Max Verstappen is now a 4x world champion and is targeting a fifth one this season. The Dutch entered the sport as a teenager and has already achieved more than many can only aspire to in their careers.
By 2018, Max Verstappen was already established as one of the best talents in F1. However, it was in 2020-21 when his ascension to being the best began as that was when he took the next step with his iconic 2021 last grasp win against Lewis Hamilton.
As the 2025 F1 season looms, Max Verstappen will be targeting his fifth consecutive championship.
With that being said, how do we rank all of his 4 titles? Let's take a look.
Ranking Max Verstappen's 4 titles
#4 - 2022
At no. 4, we have the title win in 2022 which was by no means an ordinary title run. The Red Bull driver started the season on the back foot against Charles Leclerc in his Ferrari. The Italian team was just shot out of the cannon when it came to the performance of the car, and the driver was doing his bit as well.
LeClerc was beating Max Verstappen in a fair fight in Bahrain before the Dutch driver's power unit went up in flames. After a P2 finish in Jeddah, the Monegasque dominated the race in Australia once again before Max Verstappen's engine went kaput.
However, after the race in Australia, the first cracks started to appear in the Ferrari-Charles Leclerc title campaign. Countless strategic disasters coupled with reliability issues meant the title run was never really on.
Max Verstappen, on his part, played the crucial role of making sure that everything was in order when it came to putting together a season with minimal mistakes and maximizing what the car had to offer.
It was a brilliant comeback coupled with an arguably botched title run attempt from Ferrari. While a memorable campaign, Verstappen's remaining three title-winning seasons were even more special.
#3 - 2023
The 2023 F1 season saw Max Verstappen concede only three race wins, and one could argue that two of those were down to misfortune. The Dutch driver was hamstrung by a reliability issue in Jeddah, a bad pit stop/safety car timing in Baku, and a bad car in Singapore.
This was a season of brilliance, consistency, and unrelenting hunger where the 27-year-old wanted to win every race even though he had won 10 before it.
In F1 history, unless something freakish happens in the future, we're unlikely to see a driver pull off another dominant season of this kind, and that's precisely why this season finds itself third in the championship.
#2 - 2024
The 2024 F1 season might just be the best season that Max Verstappen has put together in the eyes of many, and it's very hard to dispute such a claim. The Dutch driver started the season with a dominant car for a quarter of a season.
After that, however, the car's performance nosedived, and before we knew it, Max Verstappen was trying to make sure that he got the maximum points from the car he had under him.
On balance, if we look at the 2024 F1 season, Red Bull was not the best car of the year, as those accolades went to McLaren, and yet Verstappen wrapped up the title with a few races to spare, proving how brilliant a job he had been doing.
Why is it not the first on our list? Well, this has to do with the fact that maybe the opposition was not as capable of mounting a challenge and hence left a lot on the table for Verstappen to take advantage of.
#1 - 2021
At the top of the list is Max Verstappen's title campaign in 2021, and the main reason why this stands out is because he should have never had a chance to win the title. He was quite literally a kid going up against a 7x time world champion driving for a team that had been winning for seven years.
To add to this, on balance (leaving what happened at the infamous Abu Dhabi 2021 out of the picture), Max had been very unlucky at quite a few stages during the season with crashes, reliability issues, and sometimes Lewis Hamilton just getting lucky.
You add all that up, and you still had Verstappen level with Lewis on points heading into the season's last race. The brilliance in that race weekend also cannot be ignored, as Verstappen's qualifying lap was a stunner by all means. Then came Sunday and the last lap of the race.
Sure, he was on old tires, but the point at which he pulled off the overtake surprised Hamilton and caught the Brit unawares. The fact that Verstappen could do it to Hamilton at the peak of his powers and a Mercedes that had forgotten what it meant to lose, was unforeseen and possibly capped off the most competitive season in F1 history.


| About this task |
Would you please write out each entry that follows, exactly as written?

(Records excerpted from a collection)
§
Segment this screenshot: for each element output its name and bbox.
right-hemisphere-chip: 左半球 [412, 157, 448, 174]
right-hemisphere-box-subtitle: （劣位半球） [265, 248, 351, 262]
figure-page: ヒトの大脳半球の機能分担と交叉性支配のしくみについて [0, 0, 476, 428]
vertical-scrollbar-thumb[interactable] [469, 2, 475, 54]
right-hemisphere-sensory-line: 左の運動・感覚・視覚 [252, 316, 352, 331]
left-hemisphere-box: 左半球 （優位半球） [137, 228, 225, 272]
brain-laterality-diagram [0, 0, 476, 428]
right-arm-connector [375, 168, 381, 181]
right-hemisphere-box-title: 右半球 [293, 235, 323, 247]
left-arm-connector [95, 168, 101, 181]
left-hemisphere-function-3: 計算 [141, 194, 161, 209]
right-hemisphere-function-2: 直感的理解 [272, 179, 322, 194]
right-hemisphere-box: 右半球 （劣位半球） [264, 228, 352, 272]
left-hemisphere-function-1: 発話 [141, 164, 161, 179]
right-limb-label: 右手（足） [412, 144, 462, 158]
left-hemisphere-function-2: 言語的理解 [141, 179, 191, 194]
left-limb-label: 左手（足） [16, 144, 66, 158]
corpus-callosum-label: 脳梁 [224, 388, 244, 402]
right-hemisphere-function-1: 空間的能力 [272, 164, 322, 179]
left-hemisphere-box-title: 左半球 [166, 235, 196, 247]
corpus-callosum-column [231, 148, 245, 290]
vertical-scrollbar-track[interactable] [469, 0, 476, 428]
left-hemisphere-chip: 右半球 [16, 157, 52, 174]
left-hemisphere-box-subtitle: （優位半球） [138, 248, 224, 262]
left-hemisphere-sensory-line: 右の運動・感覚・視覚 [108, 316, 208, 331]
§
| Reply to the task |
Segment this screenshot: for each element output its name and bbox.
right-hemisphere-chip: 左半球 [412, 157, 448, 174]
right-hemisphere-box-subtitle: （劣位半球） [265, 248, 351, 262]
figure-page: ヒトの大脳半球の機能分担と交叉性支配のしくみについて [0, 0, 476, 428]
vertical-scrollbar-thumb[interactable] [469, 2, 475, 54]
right-hemisphere-sensory-line: 左の運動・感覚・視覚 [252, 316, 352, 331]
left-hemisphere-box: 左半球 （優位半球） [137, 228, 225, 272]
brain-laterality-diagram [0, 0, 476, 428]
right-arm-connector [375, 168, 381, 181]
right-hemisphere-box-title: 右半球 [293, 235, 323, 247]
left-arm-connector [95, 168, 101, 181]
left-hemisphere-function-3: 計算 [141, 194, 161, 209]
right-hemisphere-function-2: 直感的理解 [272, 179, 322, 194]
right-hemisphere-box: 右半球 （劣位半球） [264, 228, 352, 272]
left-hemisphere-function-1: 発話 [141, 164, 161, 179]
right-limb-label: 右手（足） [412, 144, 462, 158]
left-hemisphere-function-2: 言語的理解 [141, 179, 191, 194]
left-limb-label: 左手（足） [16, 144, 66, 158]
corpus-callosum-label: 脳梁 [224, 388, 244, 402]
right-hemisphere-function-1: 空間的能力 [272, 164, 322, 179]
left-hemisphere-box-title: 左半球 [166, 235, 196, 247]
corpus-callosum-column [231, 148, 245, 290]
vertical-scrollbar-track[interactable] [469, 0, 476, 428]
left-hemisphere-chip: 右半球 [16, 157, 52, 174]
left-hemisphere-box-subtitle: （優位半球） [138, 248, 224, 262]
left-hemisphere-sensory-line: 右の運動・感覚・視覚 [108, 316, 208, 331]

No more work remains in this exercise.